Tuesday, April 22, 2008

Bigger Ain't Always Better

The old "David versus Goliath" scenario from Martin Sieff:



U.S. aircraft carriers were designed to carry more and better
aircraft than any other carrier force afloat, and for 65 years, as they have
gotten bigger and bigger, they have become and more dominant until today, no
other nation in the world has plans to build enough surface aircraft carriers to
even dream of challenging the dominant U.S. ones.

But instead, the
gigantic U.S. ships must face the looming 21st century threat to their survival
from lots of cheap, easily built diesel submarines. Russia and China have bet
big on this option, as we have repeatedly noted in these columns, and other
countries like Iran and Indonesia are trying to follow in their paths, too.

Similarly, the main challenge in the first wars of the 21st century to
the mighty General Dynamics M1 Abrams MBT comes not from its supposed arch
rival, the Russian T-90, nor even from rocket-powered grenade launchers. And
they were already a formidable presence in the Nazi Wehrmacht of 1944-45 as the
familiar Panzerfaust.

Instead, the main threat to the U.S. land
leviathans in urban environments has come from the simple shaped-charge
improvised explosive device that has been used so effectively by Sunni Muslim
insurgents in central Iraq.



Of course. we have all heard the saying "the bigger they are the harder they fall", which seems to be the usual justification for these high tech giants, but I fear our military leaders have been lulled into a false sense of security thinking our mighty land, air, and sea behemoths are invincible. Earlier, I studied this problem of controlling size in weapons systems, concerning our new DDG-1000 destroyers, and created this chart:

  • Fletcher (1942)-2050 tons

  • Gearing (1944)-2616 tons

  • Charles F. Adams (1958)-3277 tons

  • Spruance (1973)-6600 tons

  • Arleigh Burke (1989)-8230 tons
  • Zumwalt (2012?)-12,000 tons

Notice how the DDG-1000 is over a 5-fold increase in size of its war era counterpart. The seemingly endless and absurd reasoning for ever costlier, larger in size, while fewer in numbers weapons platforms reminds us of another period in history when super-size was in vogue:



History details the account of a great naval race in the
ancient world which transpired between the Greek nations that arose following
the death of Alexander the Great. The navies of Macedonia, Syracuse, and Egypt
built ever larger and more absurd vessels which were for little more than show.
One great galley with 40 banks of oars and 4000 rowers was so large it could
barely put to sea. Finally the Carthaginians and Romans put an end to the
madness, by producing vast numbers of similar galleys which could be easily
massed produced.




We see then while the Greeks were distracted impressing one another with these sea-going marvels, younger nations were preparing to seize the mantel of power from them. Food for thought to our stubborn leaders who still look to the weapons of the past to fight our future wars.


> Exercise
Please write the listing below out again exactly, leaving every picture behind.

☆ ☆ ☆

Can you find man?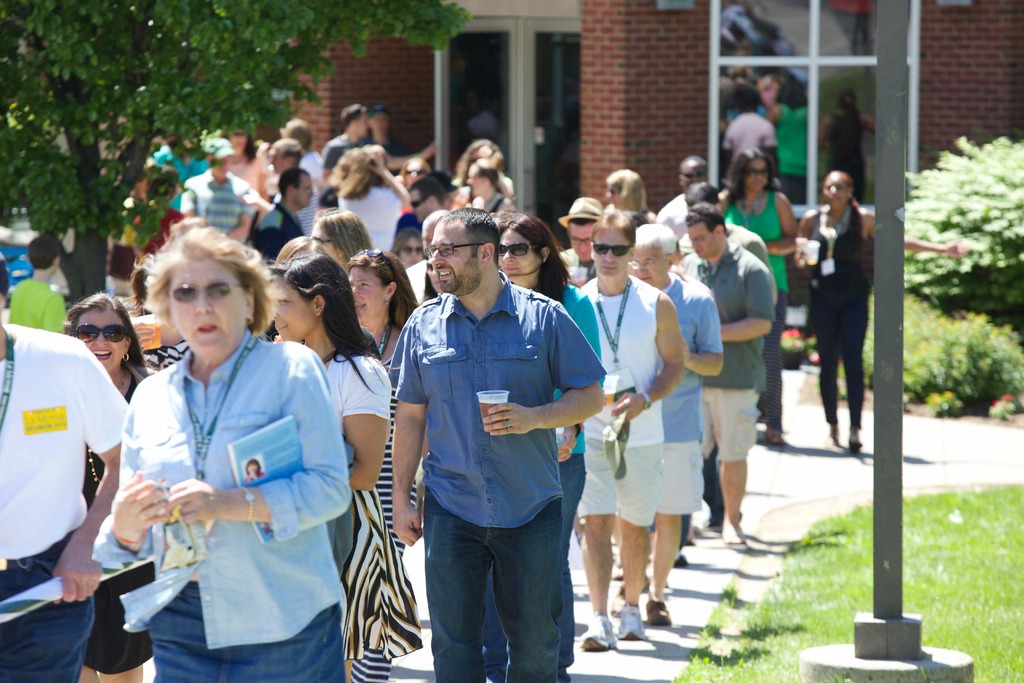
Yes, bounding box: 255,168,312,267.
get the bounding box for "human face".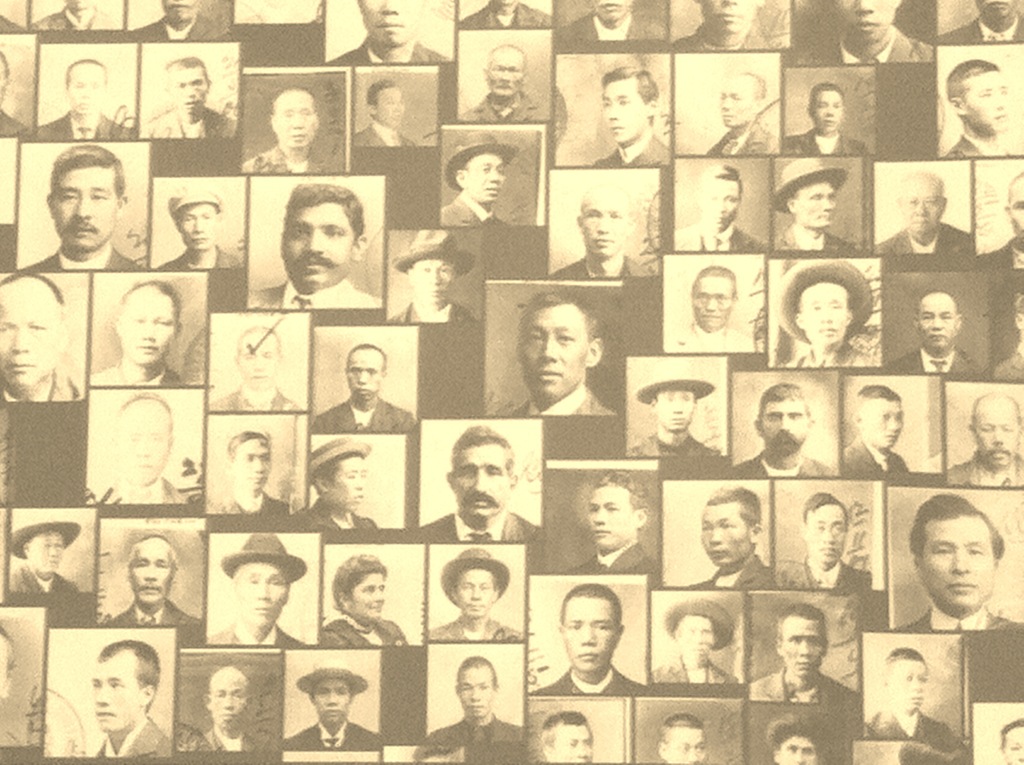
bbox=[780, 736, 817, 763].
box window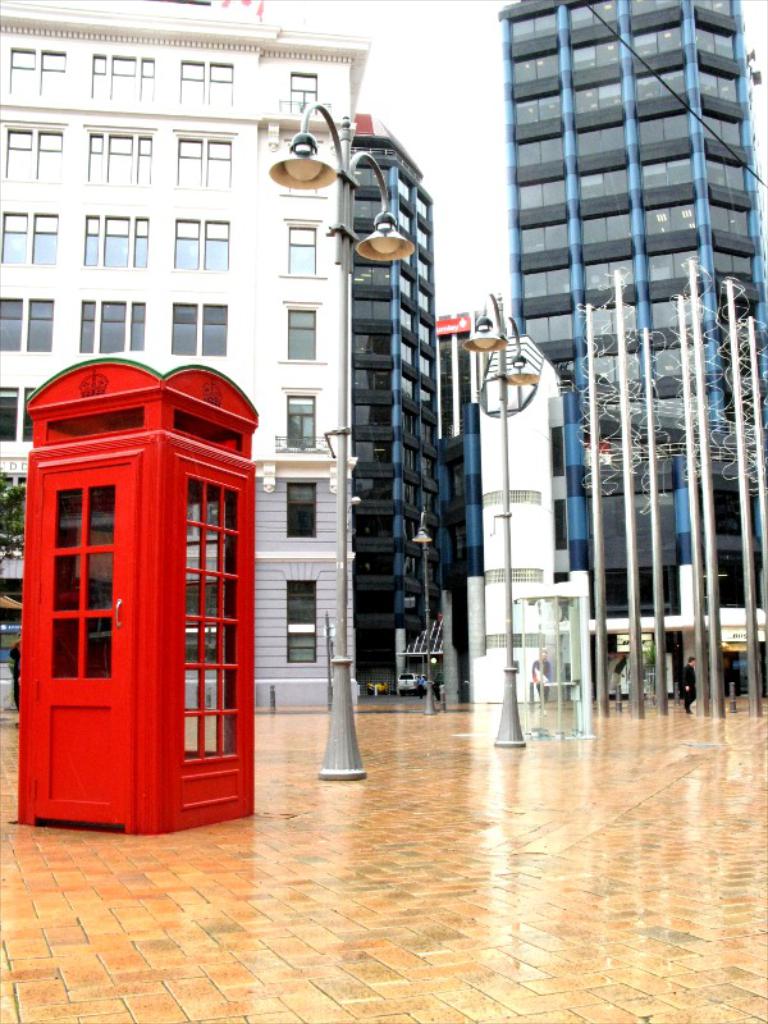
[left=4, top=210, right=61, bottom=268]
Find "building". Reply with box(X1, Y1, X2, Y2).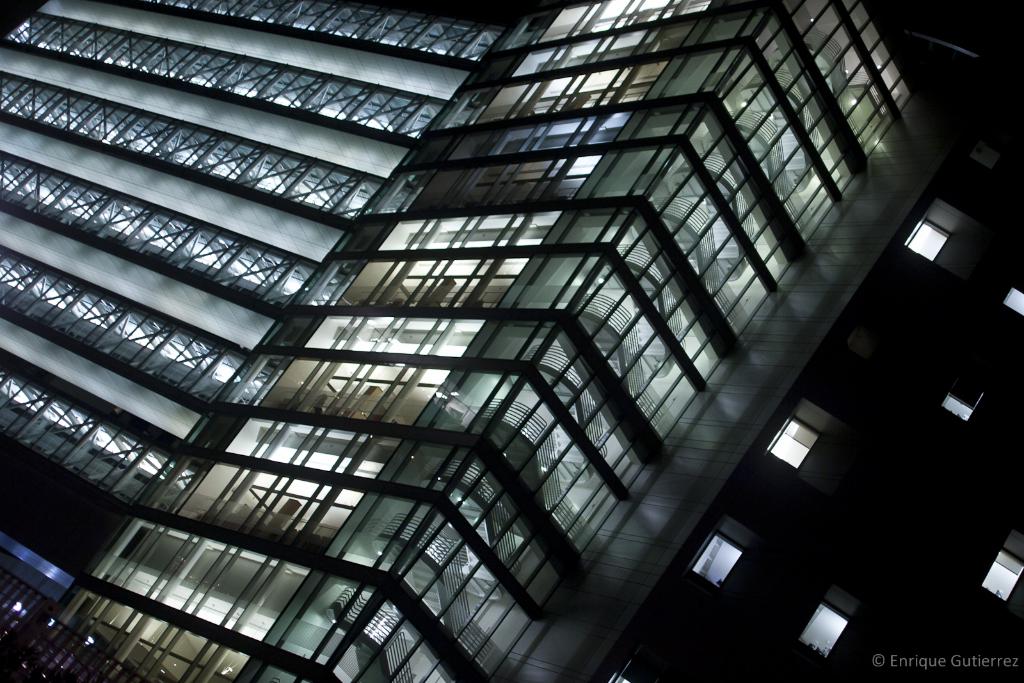
box(0, 0, 1023, 677).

☆ ☆ ☆

> Response to this task
Can you find man?
Yes, bounding box: 255,168,312,267.
get the bounding box for "human face".
bbox=[780, 736, 817, 763].
box window
[left=4, top=210, right=61, bottom=268]
Find "building". Reply with box(X1, Y1, X2, Y2).
box(0, 0, 1023, 677).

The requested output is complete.